Skip to main content

Life & Wisdom Quote by Henry David Thoreau

"The cost of a thing is the amount of what I will call life which is required to be exchanged for it, immediately or in the long run"

About this Quote

Thoreau turns “cost” from a price tag into a moral invoice. In a culture busy congratulating itself on commerce and progress, he drags the conversation back to the only currency that can’t be replenished: your days. The line works because it sounds almost like accounting - calm, empirical, inevitable - while smuggling in a radical demand. Don’t ask what something costs in dollars. Ask what it costs in attention, autonomy, health, and the hours you’ll never get back.

The sly force is in “life,” a word that refuses to stay abstract. It can mean literal labor time, the grind traded for wages. It also means the quiet erosion that comes after the purchase: maintenance, upgrades, the bigger house that requires a bigger salary that requires a smaller self. “Immediately or in the long run” widens the frame to include delayed consequences, the kind consumer culture prefers to hide. That new convenience today can become dependency tomorrow; the prestige object can become a permanent part-time job.

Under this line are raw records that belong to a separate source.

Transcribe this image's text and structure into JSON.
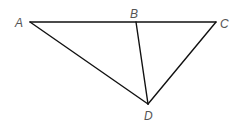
{
  "diagram": {
    "type": "geometry-triangle",
    "colors": {
      "background": "#ffffff",
      "line": "#111111",
      "label": "#555555"
    },
    "points": {
      "A": {
        "x": 30,
        "y": 22,
        "label": "A",
        "label_x": 15,
        "label_y": 27
      },
      "B": {
        "x": 136,
        "y": 22,
        "label": "B",
        "label_x": 130,
        "label_y": 18
      },
      "C": {
        "x": 216,
        "y": 22,
        "label": "C",
        "label_x": 220,
        "label_y": 28
      },
      "D": {
        "x": 148,
        "y": 104,
        "label": "D",
        "label_x": 144,
        "label_y": 120
      }
    },
    "segments": [
      {
        "from": "A",
        "to": "C"
      },
      {
        "from": "A",
        "to": "D"
      },
      {
        "from": "B",
        "to": "D"
      },
      {
        "from": "C",
        "to": "D"
      }
    ]
  }
}
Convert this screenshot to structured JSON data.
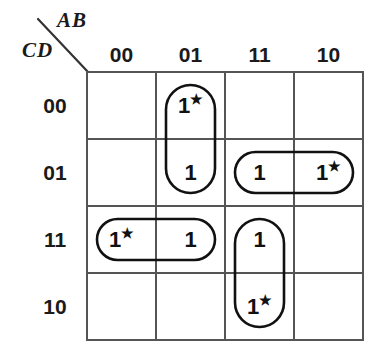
{
  "diagram": {
    "type": "karnaugh-map",
    "variables_top_label": "AB",
    "variables_side_label": "CD",
    "column_headers": [
      "00",
      "01",
      "11",
      "10"
    ],
    "row_headers": [
      "00",
      "01",
      "11",
      "10"
    ],
    "star_glyph": "★",
    "colors": {
      "grid_line": "#555555",
      "group_outline": "#111111",
      "text": "#111111",
      "background": "#ffffff"
    },
    "cells": [
      {
        "row": "00",
        "col": "00",
        "value": "",
        "starred": false
      },
      {
        "row": "00",
        "col": "01",
        "value": "1",
        "starred": true
      },
      {
        "row": "00",
        "col": "11",
        "value": "",
        "starred": false
      },
      {
        "row": "00",
        "col": "10",
        "value": "",
        "starred": false
      },
      {
        "row": "01",
        "col": "00",
        "value": "",
        "starred": false
      },
      {
        "row": "01",
        "col": "01",
        "value": "1",
        "starred": false
      },
      {
        "row": "01",
        "col": "11",
        "value": "1",
        "starred": false
      },
      {
        "row": "01",
        "col": "10",
        "value": "1",
        "starred": true
      },
      {
        "row": "11",
        "col": "00",
        "value": "1",
        "starred": true
      },
      {
        "row": "11",
        "col": "01",
        "value": "1",
        "starred": false
      },
      {
        "row": "11",
        "col": "11",
        "value": "1",
        "starred": false
      },
      {
        "row": "11",
        "col": "10",
        "value": "",
        "starred": false
      },
      {
        "row": "10",
        "col": "00",
        "value": "",
        "starred": false
      },
      {
        "row": "10",
        "col": "01",
        "value": "",
        "starred": false
      },
      {
        "row": "10",
        "col": "11",
        "value": "1",
        "starred": true
      },
      {
        "row": "10",
        "col": "10",
        "value": "",
        "starred": false
      }
    ],
    "groups": [
      {
        "id": "group-col01-rows-00-01",
        "orientation": "vertical",
        "cells": [
          "01/00",
          "01/01"
        ]
      },
      {
        "id": "group-row01-cols-11-10",
        "orientation": "horizontal",
        "cells": [
          "11/01",
          "10/01"
        ]
      },
      {
        "id": "group-row11-cols-00-01",
        "orientation": "horizontal",
        "cells": [
          "00/11",
          "01/11"
        ]
      },
      {
        "id": "group-col11-rows-11-10",
        "orientation": "vertical",
        "cells": [
          "11/11",
          "11/10"
        ]
      }
    ]
  }
}
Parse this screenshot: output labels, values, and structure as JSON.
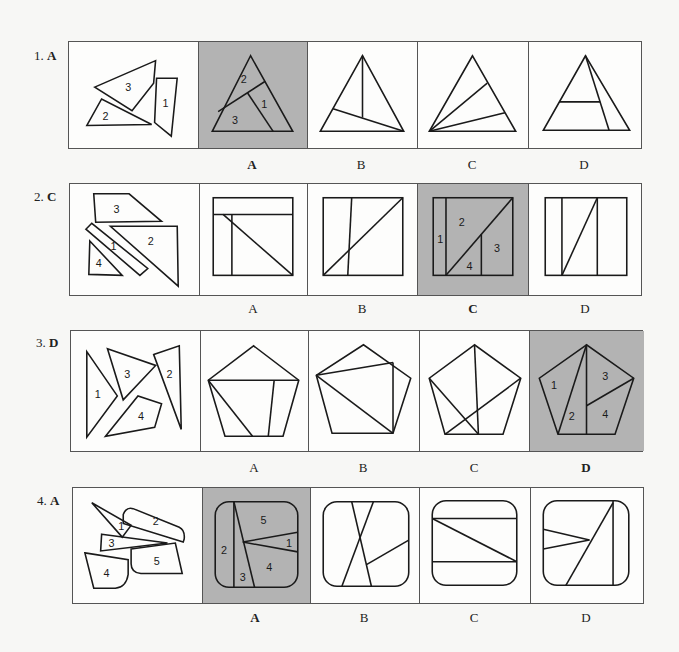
{
  "rows": [
    {
      "number": "1.",
      "answer": "A",
      "pieces_labels": [
        "1",
        "2",
        "3"
      ],
      "options": [
        {
          "letter": "A",
          "is_answer": true,
          "piece_labels": [
            "2",
            "1",
            "3"
          ]
        },
        {
          "letter": "B",
          "is_answer": false
        },
        {
          "letter": "C",
          "is_answer": false
        },
        {
          "letter": "D",
          "is_answer": false
        }
      ]
    },
    {
      "number": "2.",
      "answer": "C",
      "pieces_labels": [
        "3",
        "1",
        "2",
        "4"
      ],
      "options": [
        {
          "letter": "A",
          "is_answer": false
        },
        {
          "letter": "B",
          "is_answer": false
        },
        {
          "letter": "C",
          "is_answer": true,
          "piece_labels": [
            "1",
            "2",
            "3",
            "4"
          ]
        },
        {
          "letter": "D",
          "is_answer": false
        }
      ]
    },
    {
      "number": "3.",
      "answer": "D",
      "pieces_labels": [
        "1",
        "3",
        "2",
        "4"
      ],
      "options": [
        {
          "letter": "A",
          "is_answer": false
        },
        {
          "letter": "B",
          "is_answer": false
        },
        {
          "letter": "C",
          "is_answer": false
        },
        {
          "letter": "D",
          "is_answer": true,
          "piece_labels": [
            "1",
            "2",
            "3",
            "4"
          ]
        }
      ]
    },
    {
      "number": "4.",
      "answer": "A",
      "pieces_labels": [
        "1",
        "2",
        "3",
        "4",
        "5"
      ],
      "options": [
        {
          "letter": "A",
          "is_answer": true,
          "piece_labels": [
            "5",
            "2",
            "1",
            "3",
            "4"
          ]
        },
        {
          "letter": "B",
          "is_answer": false
        },
        {
          "letter": "C",
          "is_answer": false
        },
        {
          "letter": "D",
          "is_answer": false
        }
      ]
    }
  ],
  "colors": {
    "answer_highlight": "#b3b3b3",
    "line": "#1a1a1a",
    "frame": "#555555",
    "background": "#f7f7f5"
  }
}
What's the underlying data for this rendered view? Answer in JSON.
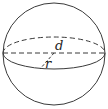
{
  "diagram": {
    "shape": "sphere",
    "labels": {
      "diameter": "d",
      "radius": "r"
    },
    "colors": {
      "stroke": "#3a3a3a",
      "background": "#ffffff",
      "label": "#222222"
    }
  }
}
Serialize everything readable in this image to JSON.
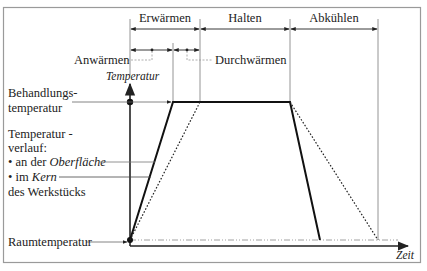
{
  "diagram": {
    "phases": {
      "erwaermen": "Erwärmen",
      "halten": "Halten",
      "abkuehlen": "Abkühlen",
      "anwaermen": "Anwärmen",
      "durchwaermen": "Durchwärmen"
    },
    "axes": {
      "y_label": "Temperatur",
      "x_label": "Zeit"
    },
    "levels": {
      "behandlung_line1": "Behandlungs-",
      "behandlung_line2": "temperatur",
      "raum": "Raumtemperatur"
    },
    "legend": {
      "line1": "Temperatur -",
      "line2": "verlauf:",
      "item1_prefix": "• an der ",
      "item1_emph": "Oberfläche",
      "item2_prefix": "• im ",
      "item2_emph": "Kern",
      "line_last": "des Werkstücks"
    },
    "series": [
      {
        "name": "Oberfläche",
        "style": "solid"
      },
      {
        "name": "Kern",
        "style": "dotted"
      }
    ],
    "colors": {
      "line": "#1a1a1a",
      "guide": "#888888",
      "frame": "#9a9a9a"
    }
  }
}
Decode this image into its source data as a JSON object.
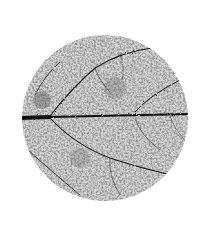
{
  "image": {
    "subject": "leaf skeleton vein texture in circular crop",
    "background_color": "#ffffff",
    "vein_color": "#111111",
    "texture_color": "#6f6f6f",
    "circle": {
      "cx": 105,
      "cy": 118,
      "r": 83
    }
  }
}
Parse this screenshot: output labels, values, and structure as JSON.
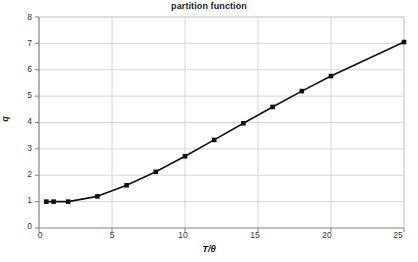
{
  "chart_data": {
    "type": "line",
    "title": "partition function",
    "xlabel": "T/θ",
    "ylabel": "q",
    "xlim": [
      0,
      25
    ],
    "ylim": [
      0,
      8
    ],
    "xticks": [
      0,
      5,
      10,
      15,
      20,
      25
    ],
    "yticks": [
      0,
      1,
      2,
      3,
      4,
      5,
      6,
      7,
      8
    ],
    "xtick_labels": [
      "0",
      "5",
      "10",
      "15",
      "20",
      "25"
    ],
    "ytick_labels": [
      "0",
      "1",
      "2",
      "3",
      "4",
      "5",
      "6",
      "7",
      "8"
    ],
    "grid": true,
    "legend": false,
    "marker": "square",
    "marker_color": "#111111",
    "line_color": "#111111",
    "grid_color": "#cccccc",
    "axis_color": "#808080",
    "background": "#ffffff",
    "series": [
      {
        "name": "q",
        "x": [
          0.5,
          1,
          2,
          4,
          6,
          8,
          10,
          12,
          14,
          16,
          18,
          20,
          25
        ],
        "values": [
          1.0,
          1.0,
          1.0,
          1.2,
          1.62,
          2.13,
          2.72,
          3.34,
          3.97,
          4.59,
          5.19,
          5.76,
          7.05
        ]
      }
    ]
  },
  "axis": {
    "ytick_0": "0",
    "ytick_1": "1",
    "ytick_2": "2",
    "ytick_3": "3",
    "ytick_4": "4",
    "ytick_5": "5",
    "ytick_6": "6",
    "ytick_7": "7",
    "ytick_8": "8",
    "xtick_0": "0",
    "xtick_5": "5",
    "xtick_10": "10",
    "xtick_15": "15",
    "xtick_20": "20",
    "xtick_25": "25"
  }
}
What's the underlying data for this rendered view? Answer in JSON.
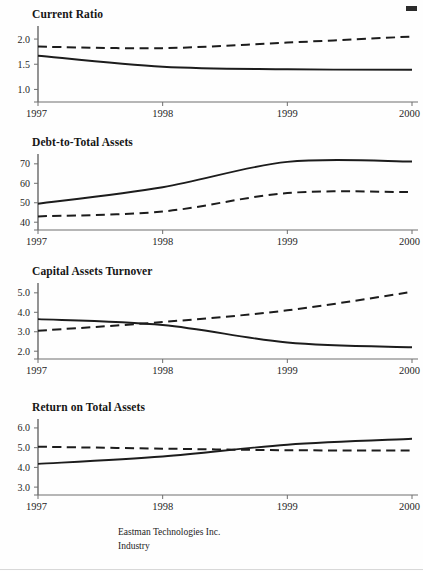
{
  "document": {
    "kind": "financial-ratio-chart-sheet",
    "years": [
      "1997",
      "1998",
      "1999",
      "2000"
    ]
  },
  "legend": {
    "entries": [
      {
        "label": "Eastman Technologies Inc.",
        "style": "solid",
        "color": "#1c1c1c"
      },
      {
        "label": "Industry",
        "style": "dashed",
        "color": "#1c1c1c"
      }
    ]
  },
  "chart_data": [
    {
      "type": "line",
      "title": "Current Ratio",
      "xlabel": "",
      "ylabel": "",
      "x": [
        "1997",
        "1998",
        "1999",
        "2000"
      ],
      "categories": [
        "1997",
        "1998",
        "1999",
        "2000"
      ],
      "yticks": [
        "2.0",
        "1.5",
        "1.0"
      ],
      "ytick_values": [
        2.0,
        1.5,
        1.0
      ],
      "ylim": [
        0.75,
        2.18
      ],
      "grid": false,
      "legend_position": "bottom",
      "series": [
        {
          "name": "Eastman Technologies Inc.",
          "style": "solid",
          "values": [
            1.67,
            1.45,
            1.4,
            1.39
          ]
        },
        {
          "name": "Industry",
          "style": "dashed",
          "values": [
            1.85,
            1.82,
            1.93,
            2.05
          ]
        }
      ]
    },
    {
      "type": "line",
      "title": "Debt-to-Total Assets",
      "xlabel": "",
      "ylabel": "",
      "x": [
        "1997",
        "1998",
        "1999",
        "2000"
      ],
      "categories": [
        "1997",
        "1998",
        "1999",
        "2000"
      ],
      "yticks": [
        "70",
        "60",
        "50",
        "40"
      ],
      "ytick_values": [
        70,
        60,
        50,
        40
      ],
      "ylim": [
        36,
        73
      ],
      "grid": false,
      "legend_position": "bottom",
      "series": [
        {
          "name": "Eastman Technologies Inc.",
          "style": "solid",
          "values": [
            49.5,
            58.0,
            71.0,
            71.2
          ]
        },
        {
          "name": "Industry",
          "style": "dashed",
          "values": [
            43.0,
            45.5,
            55.0,
            55.5
          ]
        }
      ]
    },
    {
      "type": "line",
      "title": "Capital Assets Turnover",
      "xlabel": "",
      "ylabel": "",
      "x": [
        "1997",
        "1998",
        "1999",
        "2000"
      ],
      "categories": [
        "1997",
        "1998",
        "1999",
        "2000"
      ],
      "yticks": [
        "5.0",
        "4.0",
        "3.0",
        "2.0"
      ],
      "ytick_values": [
        5.0,
        4.0,
        3.0,
        2.0
      ],
      "ylim": [
        1.6,
        5.3
      ],
      "grid": false,
      "legend_position": "bottom",
      "series": [
        {
          "name": "Eastman Technologies Inc.",
          "style": "solid",
          "values": [
            3.65,
            3.35,
            2.45,
            2.2
          ]
        },
        {
          "name": "Industry",
          "style": "dashed",
          "values": [
            3.05,
            3.5,
            4.1,
            5.05
          ]
        }
      ]
    },
    {
      "type": "line",
      "title": "Return on Total Assets",
      "xlabel": "",
      "ylabel": "",
      "x": [
        "1997",
        "1998",
        "1999",
        "2000"
      ],
      "categories": [
        "1997",
        "1998",
        "1999",
        "2000"
      ],
      "yticks": [
        "6.0",
        "5.0",
        "4.0",
        "3.0"
      ],
      "ytick_values": [
        6.0,
        5.0,
        4.0,
        3.0
      ],
      "ylim": [
        2.6,
        6.25
      ],
      "grid": false,
      "legend_position": "bottom",
      "series": [
        {
          "name": "Eastman Technologies Inc.",
          "style": "solid",
          "values": [
            4.18,
            4.55,
            5.15,
            5.45
          ]
        },
        {
          "name": "Industry",
          "style": "dashed",
          "values": [
            5.05,
            4.95,
            4.87,
            4.86
          ]
        }
      ]
    }
  ]
}
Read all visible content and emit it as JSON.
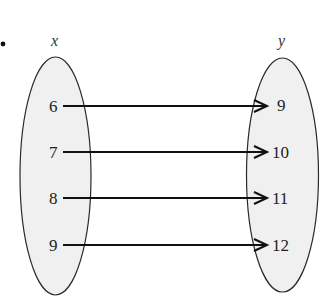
{
  "diagram": {
    "type": "mapping",
    "bullet": "•",
    "domain": {
      "label": "x",
      "values": [
        "6",
        "7",
        "8",
        "9"
      ]
    },
    "range": {
      "label": "y",
      "values": [
        "9",
        "10",
        "11",
        "12"
      ]
    },
    "mappings": [
      {
        "from": "6",
        "to": "9"
      },
      {
        "from": "7",
        "to": "10"
      },
      {
        "from": "8",
        "to": "11"
      },
      {
        "from": "9",
        "to": "12"
      }
    ],
    "colors": {
      "ellipse_fill": "#f0f0f0",
      "ellipse_stroke": "#2a2a2a",
      "arrow": "#111111",
      "text": "#222222"
    }
  }
}
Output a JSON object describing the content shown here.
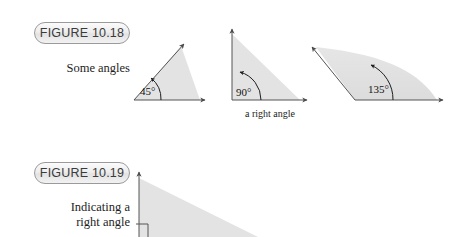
{
  "page": {
    "background": "#ffffff",
    "width": 465,
    "height": 237
  },
  "style": {
    "shade_fill": "#e3e3e3",
    "shade_fill_light": "#ececec",
    "stroke": "#555555",
    "text_color": "#1d1d1d",
    "pill_border": "#9a9a9a"
  },
  "figures": [
    {
      "id": "figure-10-18",
      "pill_label": "FIGURE 10.18",
      "caption": "Some angles",
      "caption_lines": [
        "Some angles"
      ],
      "diagrams": [
        {
          "id": "angle-45",
          "angle_label": "45°",
          "angle_value": 45,
          "sub_caption": ""
        },
        {
          "id": "angle-90",
          "angle_label": "90°",
          "angle_value": 90,
          "sub_caption": "a right angle"
        },
        {
          "id": "angle-135",
          "angle_label": "135°",
          "angle_value": 135,
          "sub_caption": ""
        }
      ]
    },
    {
      "id": "figure-10-19",
      "pill_label": "FIGURE 10.19",
      "caption": "Indicating a right angle",
      "caption_lines": [
        "Indicating a",
        "right angle"
      ],
      "diagrams": [
        {
          "id": "right-angle-marker",
          "angle_label": "",
          "angle_value": 90,
          "sub_caption": ""
        }
      ]
    }
  ]
}
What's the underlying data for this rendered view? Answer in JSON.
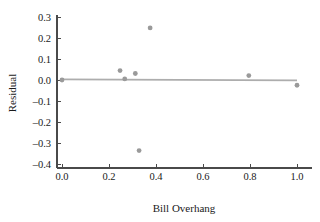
{
  "chart_data": {
    "type": "scatter",
    "title": "",
    "xlabel": "Bill Overhang",
    "ylabel": "Residual",
    "xlim": [
      -0.05,
      1.06
    ],
    "ylim": [
      -0.41,
      0.31
    ],
    "xticks": [
      0.0,
      0.2,
      0.4,
      0.6,
      0.8,
      1.0
    ],
    "xticklabels": [
      "0.0",
      "0.2",
      "0.4",
      "0.6",
      "0.8",
      "1.0"
    ],
    "yticks": [
      0.3,
      0.2,
      0.1,
      0.0,
      -0.1,
      -0.2,
      -0.3,
      -0.4
    ],
    "yticklabels": [
      "0.3",
      "0.2",
      "0.1",
      "0.0",
      "–0.1",
      "–0.2",
      "–0.3",
      "–0.4"
    ],
    "grid": false,
    "legend": false,
    "point_color": "#9a9a9a",
    "line_color": "#adadad",
    "axis_color": "#4a4a4a",
    "marker_size": 2.4,
    "points": [
      {
        "x": 0.0,
        "y": 0.0
      },
      {
        "x": 0.247,
        "y": 0.045
      },
      {
        "x": 0.267,
        "y": 0.005
      },
      {
        "x": 0.312,
        "y": 0.031
      },
      {
        "x": 0.375,
        "y": 0.248
      },
      {
        "x": 0.328,
        "y": -0.336
      },
      {
        "x": 0.795,
        "y": 0.021
      },
      {
        "x": 1.0,
        "y": -0.025
      }
    ],
    "series": [
      {
        "name": "Residuals",
        "x": [
          0.0,
          0.247,
          0.267,
          0.312,
          0.375,
          0.328,
          0.795,
          1.0
        ],
        "values": [
          0.0,
          0.045,
          0.005,
          0.031,
          0.248,
          -0.336,
          0.021,
          -0.025
        ]
      }
    ],
    "reference_line": {
      "name": "zero-fit-line",
      "x_start": 0.0,
      "y_start": 0.003,
      "x_end": 1.0,
      "y_end": -0.002
    }
  },
  "axes": {
    "x_title": "Bill Overhang",
    "y_title": "Residual"
  }
}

Context matters: Walden isn’t just a cabin memoir, it’s a critique of a rising market society where people confuse means with ends. Thoreau is needling his contemporaries - and, by extension, us - for mistaking busyness for living. The intent isn’t ascetic purity for its own sake; it’s a demand for clearer math. If your purchases are buying back your life, fine. If they’re renting it out, you’re not a customer. You’re inventory.

Quote Details

TopicLife
SourceHenry David Thoreau, Walden (1854), 'Economy' chapter — contains line: "The cost of a thing is the amount of what I will call life which is required to be exchanged for it, immediately or in the long run."
Cite

Citation Formats

APA Style (7th ed.)
Thoreau, Henry David. (2026, January 14). The cost of a thing is the amount of what I will call life which is required to be exchanged for it, immediately or in the long run. FixQuotes. https://fixquotes.com/quotes/the-cost-of-a-thing-is-the-amount-of-what-i-will-28762/

Chicago Style
Thoreau, Henry David. "The cost of a thing is the amount of what I will call life which is required to be exchanged for it, immediately or in the long run." FixQuotes. January 14, 2026. https://fixquotes.com/quotes/the-cost-of-a-thing-is-the-amount-of-what-i-will-28762/.

MLA Style (9th ed.)
"The cost of a thing is the amount of what I will call life which is required to be exchanged for it, immediately or in the long run." FixQuotes, 14 Jan. 2026, https://fixquotes.com/quotes/the-cost-of-a-thing-is-the-amount-of-what-i-will-28762/. Accessed 12 Feb. 2026.

More Quotes by Henry Add to List
Thoreau on the True Cost of Things
Click to enlarge Portrait | Landscape

About the Author

Henry David Thoreau

Henry David Thoreau (July 12, 1817 - May 6, 1862) was a Author from USA.